Setelah itu pada tahun 1976 ia digulingkan dan Afrika Tengah dikembalikan ke nama mantan dan status sebagai Republik Afrika Tengah, dan mantan kaisar Bokassa pergi ke pengasingan. Ia kembali ke Afrika Tengah pada tahun 1986, diadili atas tuduhan pengkhianatan dan pembunuhan dan dihukum karena kejahatan ini pada tahun 1987, dan dipenjarakan pada tahun 1987 - 1993. Bokassa tinggal dalam kehidupan pribadi di ibukota, Bangui, sampai kematiannya pada bulan November 1996.

Born in French Equatorial Africa, the son of a village chief, Jean-Bédel Bokassa was orphaned at age 12. Educated in mission schools, he joined the French colonial army in 1939 as a private. He distinguished himself in the war in Indochina, winning medals and rising to the rank of captain. When French Equatorial Africa gained its independence as the Central African Republic in 1960, the new president David Dacko, who was his distant cousin, invited Bokassa to head the armed forces.[1] In 1966, Bokassa used his position to oust Dacko and declared himself president.

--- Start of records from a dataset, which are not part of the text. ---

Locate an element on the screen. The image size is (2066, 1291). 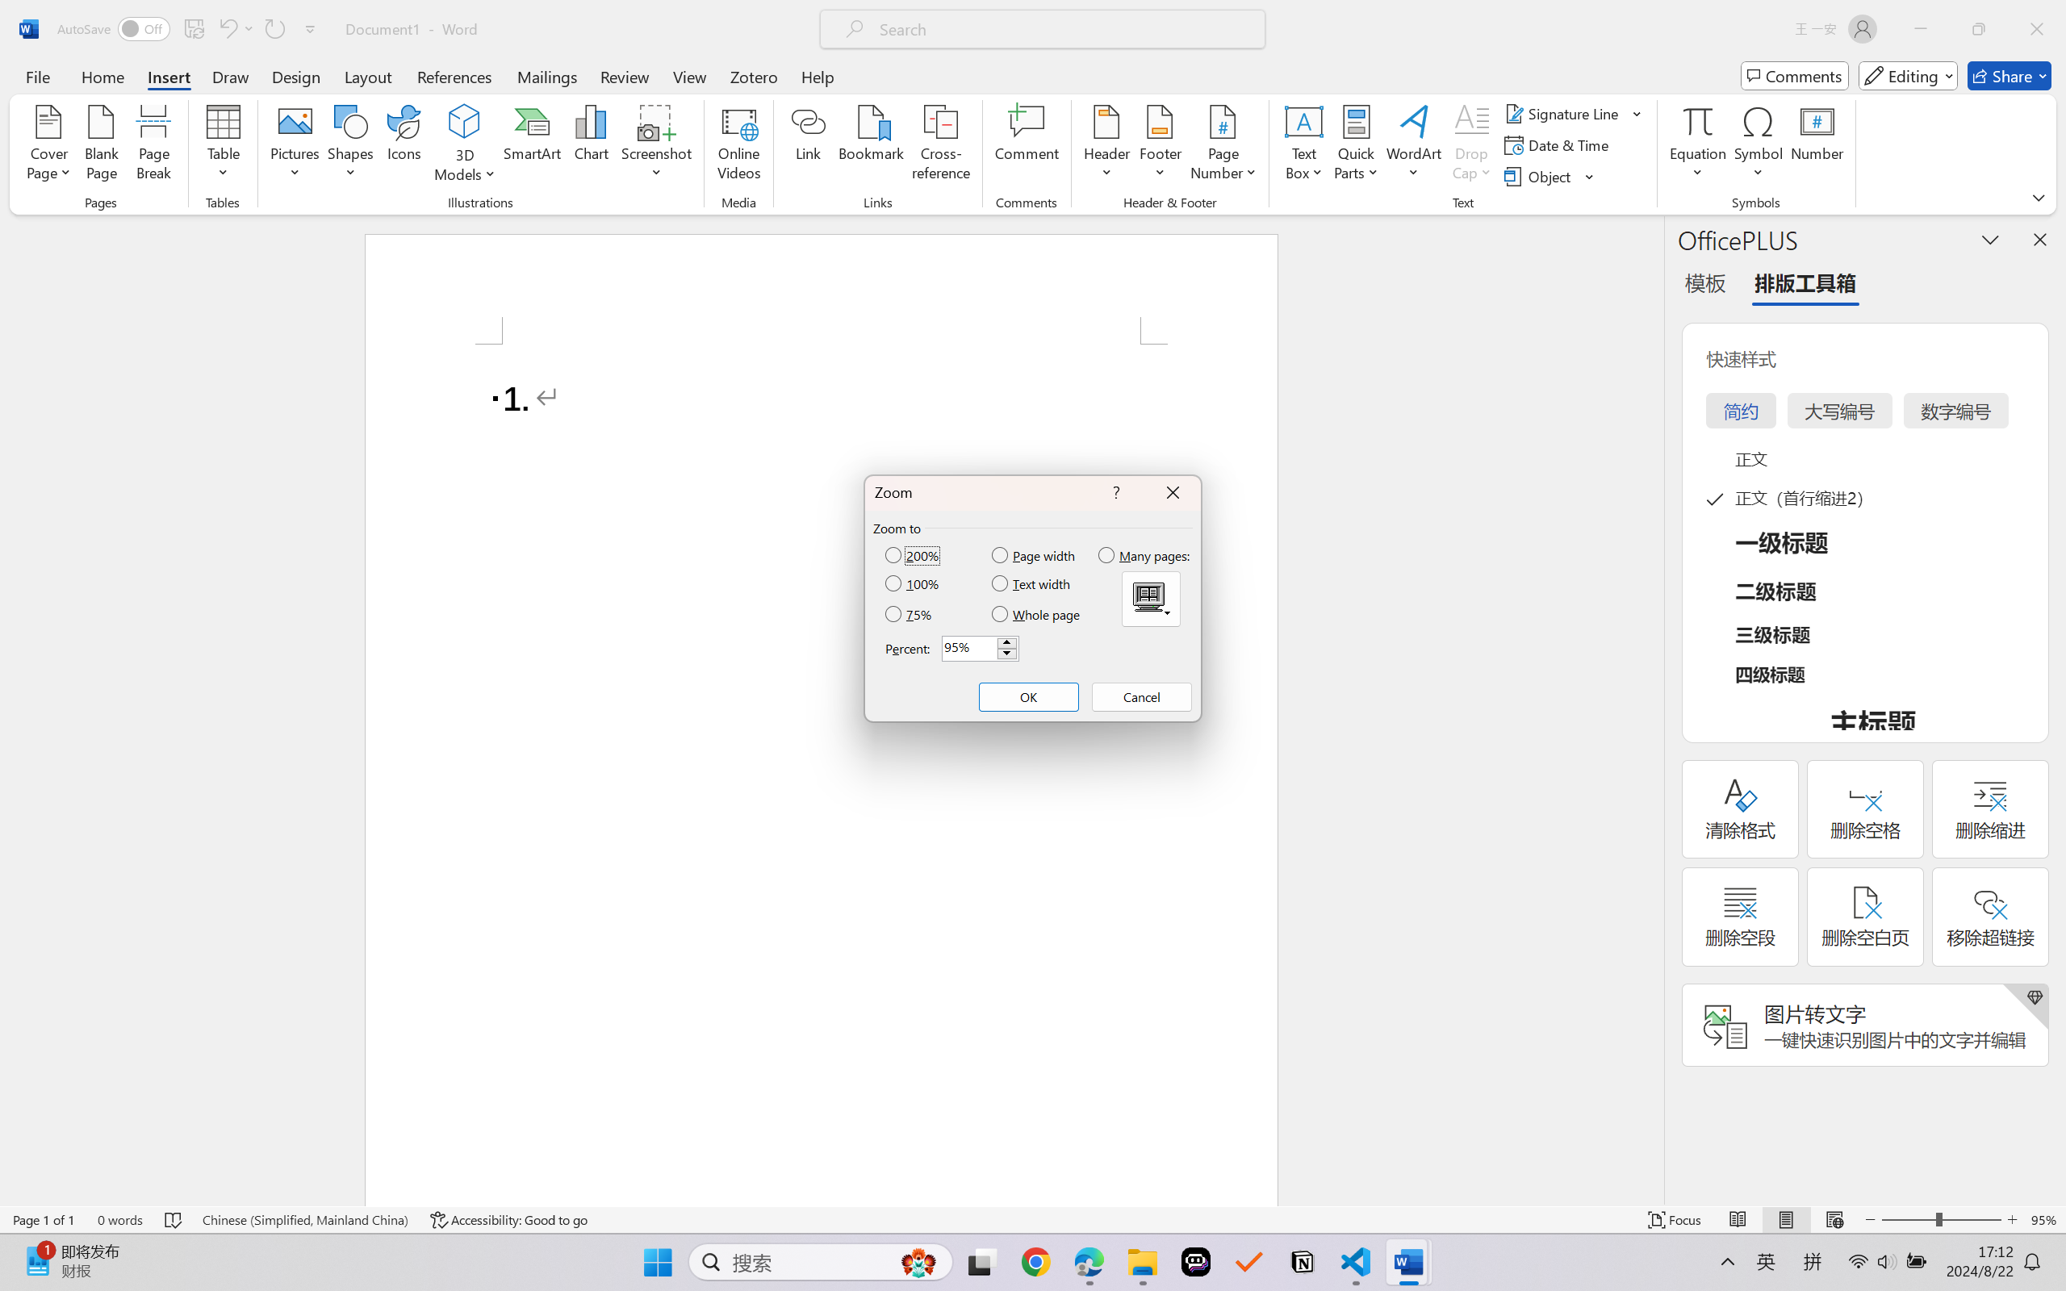
75% is located at coordinates (910, 614). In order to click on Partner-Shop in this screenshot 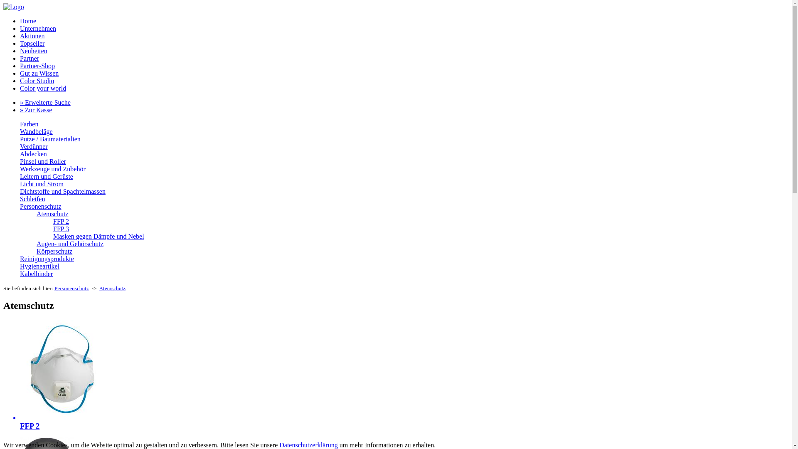, I will do `click(37, 66)`.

He then began a reign of terror, taking all important government posts for himself.[2] He personally supervised judicial beatings and introduced a rule that thieves would have an ear cut off for the first two offenses and a hand for the third. In 1977, in emulation of his hero Napoleon, he crowned himself emperor of the Central African Empire in a ceremony costing $20 million, practically bankrupting the country. His diamond-encrusted crown alone cost $5 million.[2] In 1979 he had hundreds of schoolchildren arrested for refusing to wear uniforms made in a factory he owned, and was reported to have personally supervised the massacre of 100 of the schoolchildren by his Imperial Guard.

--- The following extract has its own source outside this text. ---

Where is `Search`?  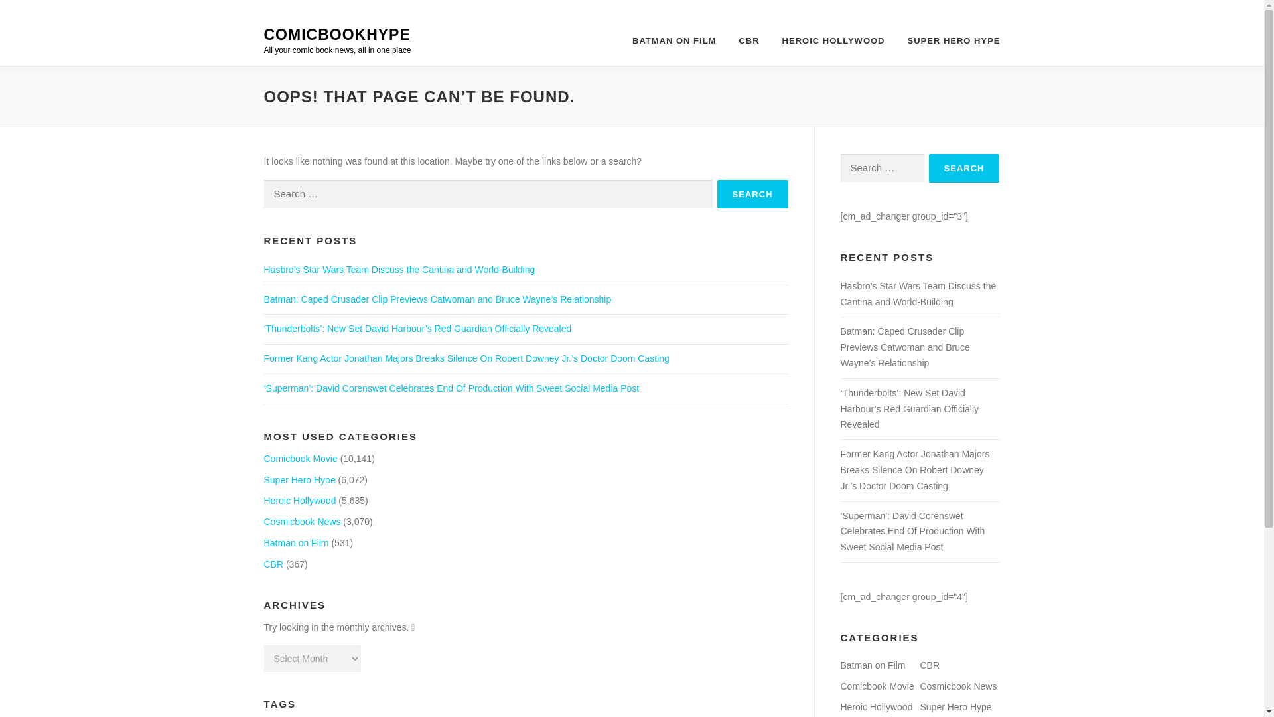 Search is located at coordinates (753, 194).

On 20 September 1979, French paratroopers deposed him and re-installed Dacko as president. Bokassa went into exile in France where he had a chateau and other property bought with the money he had embezzled.[2] After his overthrow in 1979, Central Africa reverted to its former name and status as the Central African Republic. In his absence, he was tried and sentenced to death. He returned to the Central African Republic in 1986 and was put on trial for treason and murder. In 1987, he was cleared of charges of cannibalism, but found guilty of the murder of schoolchildren and other crimes. The death sentence was later commuted to life in solitary confinement, but just six years later, in 1993, he was freed. He lived a private life in his former capital, Bangui, and died in November 1996.